Wrong March Madness in NJ Without Sports Betting

By this time, New Jersey figured it would be raking in the bets on professional and college sports.

But with its bid to offer legal sports betting stalled and relying on a longshot appeal to the U.S. Supreme Court, the only madness this March will bring to New Jersey is anger that things did not turn out quite the way it had hoped.

A handful of state legislators and Atlantic City's mayor held a news conference Wednesday to tout the benefits of sports betting. But the only nine people who could really help them — the Supreme Court justices — were not in attendance, and not likely to be swayed by the arguments made in an Irish bar near the Atlantic City Boardwalk.

"The world bets on sports; it's just a known fact," said Mayor Don Guardian. "The fact that we can't compete in that game is unfair."

Senate President Steve Sweeney said the start of the NCAA college basketball championship tournament routinely packs Las Vegas casinos. By contrast, on a cold, gray March day in New Jersey, Atlantic City's gambling halls were sparsely populated.

"Right now in Las Vegas, 97 percent of the rooms are booked, hundreds of thousands of people are in the city, spending millions of dollars," he said. "We've been betting on sports since the beginning of time. People are betting on football, baseball, basketball games. If they could bet in ant races, they would. We know that."

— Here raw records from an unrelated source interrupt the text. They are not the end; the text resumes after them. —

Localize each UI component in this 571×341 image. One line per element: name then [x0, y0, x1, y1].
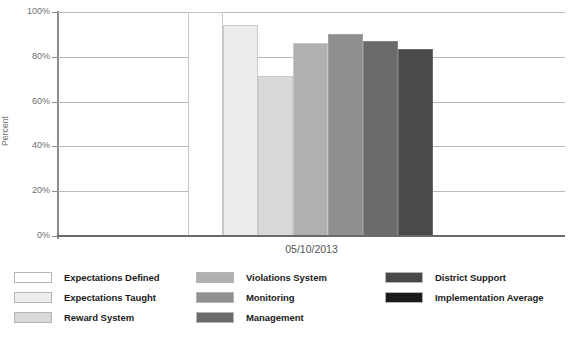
x-axis-line — [57, 235, 565, 237]
legend-swatch — [196, 272, 234, 283]
legend-item: Violations System — [196, 268, 386, 286]
chart-legend: Expectations DefinedExpectations TaughtR… — [0, 268, 571, 330]
legend-swatch — [14, 292, 52, 303]
legend-swatch — [196, 312, 234, 323]
legend-column-1: Expectations DefinedExpectations TaughtR… — [14, 268, 199, 330]
legend-item: Management — [196, 308, 386, 326]
bar — [328, 34, 363, 236]
legend-label: Monitoring — [246, 292, 295, 303]
y-axis-tick-label: 40% — [6, 140, 50, 150]
bar — [188, 12, 223, 236]
legend-label: District Support — [435, 272, 506, 283]
legend-item: District Support — [385, 268, 571, 286]
bar — [398, 49, 433, 236]
legend-label: Management — [246, 312, 304, 323]
x-axis-label: 05/10/2013 — [58, 243, 565, 255]
legend-label: Reward System — [64, 312, 134, 323]
legend-swatch — [385, 272, 423, 283]
legend-column-2: Violations SystemMonitoringManagement — [196, 268, 386, 330]
gridline — [58, 12, 565, 13]
bar — [223, 25, 258, 236]
legend-label: Violations System — [246, 272, 327, 283]
plot-area — [58, 12, 565, 236]
y-axis-tick-label: 80% — [6, 51, 50, 61]
legend-item: Expectations Taught — [14, 288, 199, 306]
bar — [363, 41, 398, 236]
legend-swatch — [14, 272, 52, 283]
bar-chart: Percent 100%80%60%40%20%0% 05/10/2013 Ex… — [0, 0, 571, 341]
legend-item: Expectations Defined — [14, 268, 199, 286]
y-axis-tick-label: 60% — [6, 96, 50, 106]
y-axis-tick-label: 0% — [6, 230, 50, 240]
legend-item: Reward System — [14, 308, 199, 326]
legend-label: Implementation Average — [435, 292, 544, 303]
legend-item: Monitoring — [196, 288, 386, 306]
bar — [293, 43, 328, 236]
legend-swatch — [385, 292, 423, 303]
legend-item: Implementation Average — [385, 288, 571, 306]
bar — [258, 76, 293, 236]
legend-label: Expectations Defined — [64, 272, 160, 283]
legend-column-3: District SupportImplementation Average — [385, 268, 571, 330]
y-axis-tick-label: 100% — [6, 6, 50, 16]
y-axis-tick-labels: 100%80%60%40%20%0% — [0, 0, 50, 260]
legend-swatch — [14, 312, 52, 323]
legend-label: Expectations Taught — [64, 292, 156, 303]
legend-swatch — [196, 292, 234, 303]
y-axis-tick-label: 20% — [6, 185, 50, 195]
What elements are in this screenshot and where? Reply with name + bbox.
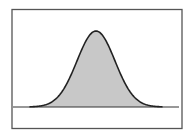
bell-curve-chart (0, 0, 190, 134)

But the effort to allow betting on pro and college sports depends on the high court accepting the case and ruling in favor of New Jersey — no sure thing.

Sports betting is legal in only four states that met a 1991 deadline to approve it: Delaware, Montana, Nevada and Oregon. At the time, New Jersey was given the chance to become the fifth state but failed to act during a prescribed window.

The state has been trying to overturn the federal law banning sports betting in the other 46 states since 2009, when a state lawmaker sued the federal government over the ban. Most recently, Gov. Chris Christie decided in 2012 to try to overturn the ban, knowing it would be an uphill fight.

The state's lawsuit against the professional leagues in football, baseball, basketball and hockey, along with the NCAA, has been rebuffed at nearly every turn. The U.S. Justice department joined the litigation on the side of the sports leagues.

New Jersey appealed to the Supreme Court last month, arguing the federal law is unconstitutional because it treats states differently.

No federal law directly prohibits individuals from betting on sports, the state argues. Rather, the Professional and Amateur Sports Protection Act makes it unlawful for a "governmental entity" to license or authorize sports wagering activity. New Jersey argues that Congress has no authority to regulate the approval or disapproval of activities expressed by individual states.

Sweeney said he's not surprised by the failure of the effort thus far, but predicts the state will win the case — if the Supreme Court agrees to hear it. He estimated the odds of that happening at 50/50.

Asked why he was holding such a news conference and who he hoped to influence by having it, when the outcome of the case rests with the Supreme Court, Sweeney replied, "It's not about a press conference. It's about how important this is for the state of New Jersey."